Mike Mol's blog. Discussing why's, how's and random technical musings.
by Mike Mol
So, in the interest of trying to be lazy (really!), I wrote a script to automate the generation of graphic assets from the dot
source files. It does a few things for me:
make
; it only updates assets if the source file is newer than the asset).dot
supports).dot
commands or relying on shell history to keep them.Here’s how it works:
dot
files in my assets
folder.dot
file
dot
file is newer than the corresponding PNG or SVG.
dot
file to the git
repository, in case the work-in-progress hasn’t been committed already.pngquant
; for many images, this grossly reduces the PNG file size.pngcrush
on the indexed PNG, trying all strategies that use the maximum Zlib compression. For PNG images which pngquant
didn’t make a significant file size dent in, this will.#!/bin/bash
fmts="svg png"
banned_branches="master regen-assets"
current_branch=$(git branch -l | grep -e '^*' | cut -d' ' -f2)
for b in ${banned_branches} ; do
if [[ "${current_branch}" == "${b}" ]]; then
echo "Not regenerating assets. ${b} is a protected branch."
exit 1
fi
done
git_status=$(git status)
if echo "${git_status}" | grep "Changes to be committed" > /dev/null ; then
echo "Not regenerating assets. You have staged, uncommitted changes."
exit 1
fi
while IFS= read -r -d '' dotfile ; do
assetdir=$(dirname "${dotfile}")
assetname=$(basename "${assetdir}")
echo "Generating renders for $(basename ${assetdir})"
for fmt in ${fmts} ; do
dstfile="${assetdir}/${assetname}.${fmt}"

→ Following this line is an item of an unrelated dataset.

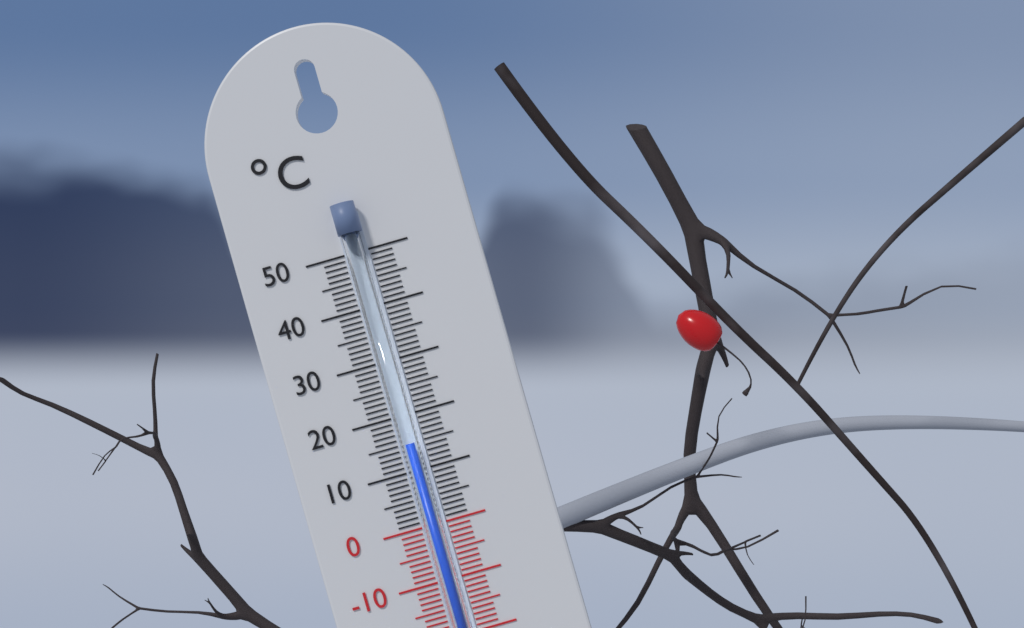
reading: 15 °C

if [[ "${dotfile}" -nt "${dstfile}" ]] ; then
echo "${dotfile} has been updated. Committing $dotfile"
git commit --quiet -m "Caught uncommited changes to ${assetname}. Preserving separately." "${dotfile}"
echo "Building ${fmt} for $(basename ${assetdir})"
dot "-T${fmt}" -o "${assetdir}/${assetname}.${fmt}" "${dotfile}"
if [[ $fmt == "png" ]] ; then
orig_size=$(stat -c %s "${dstfile}")
pngquant --force --ext .png -Q 100-100 "${dstfile}"
quant_size=$(stat -c %s "${dstfile}")
pngcrush -ow -brute -l 9 -q "${dstfile}"
crushed_size=$(stat -c %s "${dstfile}")
echo "Original: ${orig_size}b. Quantized: ${quant_size}b. Crushed: ${crushed_size}"
fi
echo "Adding ${dstfile}"
git add "${dstfile}"
fi
echo "checking for changes"
if git status | grep "Changes to be committed" > /dev/null ; then
echo "Committing changes for ${assetname}"
git commit --quiet -m "Preserving binary renders for ${assetname}"
fi
done
done < <(find assets -type f -name '*.dot' -print0)
Pretty handy. We’ll have to see how automating munging of my git
repo works out, but I think there’s going to be more value in automating it than is lost digging through some strange git history. At least the visual renders will accompany the various versions of the dotfiles, so understanding the impacts of changes will be easier, and I’ll have snapshots of works-in-progress to go back to illustrate _why__ I took one approach or another while demonstrating more about Dot and Graphviz.